Boardrooms are full of people who understand numbers, and businesses are run by numbers. The questions that independent directors are really interested in asking the executives are usually: “how are the numbers looking?” The executives have a series of questions they ask senior people inside their organization. things like: “What’s our sales conversion rate looking like?” and “Are we on track to hit that cost-reduction target?” or “Why has the component failure rate crept up over 1.3%?” And, because all these measurements are important, people have answers; they also know that things that are not measured aren’t as important.
So, how do we get information security to matter in the board room? We try and frighten the directors, is usually how. Now, there’s nothing wrong with fear as a motivator (and we all know that there’s a lot to fear, whether it’s external threats or compliance requirements) but if information security is ever to have long term importance in the board room, it’s got to be something that has a set of meaningful numbers attached to it. And that’s hard, because not only is there no standard methodology, there aren’t even any commonly accepted methods of costing even the most common incidents, threats or solutions.

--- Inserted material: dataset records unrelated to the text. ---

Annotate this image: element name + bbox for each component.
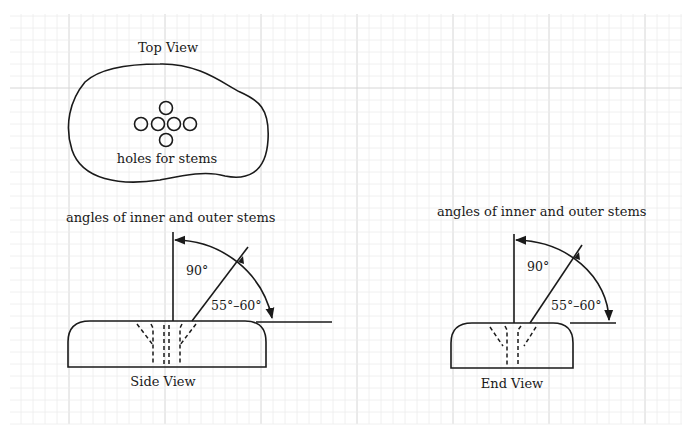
angle-90-label: 90°: [186, 263, 208, 278]
foam-block-end: [451, 323, 573, 368]
side-view: angles of inner and outer stems 90° 55°–…: [66, 210, 332, 389]
diagram-canvas: Top View holes for stems angles of inner…: [0, 0, 695, 435]
angle-55-60-label: 55°–60°: [211, 298, 262, 313]
side-view-heading: angles of inner and outer stems: [66, 210, 275, 225]
end-view-heading: angles of inner and outer stems: [437, 204, 646, 219]
top-view: Top View holes for stems: [68, 40, 268, 182]
stem-hole: [160, 134, 173, 147]
angle-90-label: 90°: [527, 259, 549, 274]
holes-caption: holes for stems: [117, 151, 217, 166]
hidden-stem-paths: [137, 324, 196, 364]
angle-55-60-label: 55°–60°: [551, 298, 602, 313]
top-view-title: Top View: [138, 40, 198, 55]
side-view-caption: Side View: [130, 374, 195, 389]
stem-hole: [160, 102, 173, 115]
end-view-caption: End View: [481, 376, 543, 391]
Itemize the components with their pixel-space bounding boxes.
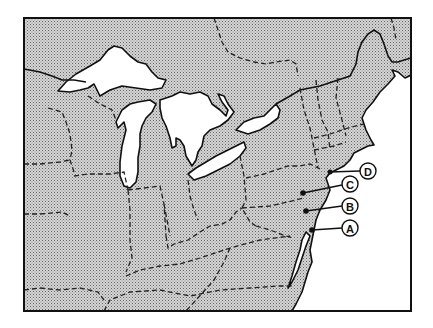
- map: D C B A: [0, 0, 433, 328]
- marker-label-b[interactable]: B: [342, 198, 358, 214]
- leader-line-d: [330, 171, 360, 172]
- marker-label-a-text: A: [346, 223, 354, 235]
- marker-label-b-text: B: [346, 201, 354, 213]
- marker-label-a[interactable]: A: [342, 220, 358, 236]
- marker-label-d-text: D: [364, 166, 372, 178]
- marker-label-c[interactable]: C: [342, 176, 358, 192]
- marker-label-c-text: C: [346, 179, 354, 191]
- marker-label-d[interactable]: D: [360, 163, 376, 179]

And this is not surprising. In an environment where fear is the driver, then most organizations will seize on any data they can use to support their pitch; for instance, the claim that spam is currently 80% of all e-mail and is growing at 20% per year is a pretty useless statistic – what will our e-mail system look like in three years time? And what does it matter if you have a properly configured spam filter? What is the real cost of filtering out spam? And does it matter more or less than the 100,000 viruses in the wild? What is the real cost of leaked information and what is the real incidence of this type of espionage? How many intrusions of what sort were blocked last week with what sort of benefit to the business? What metrics should be used to assess the deployment of an information security solution? Does anyone know the answers?
Until the information security industry can produce coherent, meaningful answers to these questions, CIOs, CSOs and CTOs will struggle to communicate meaningfully with their colleagues and businesses will struggle to really get to grips with the issues.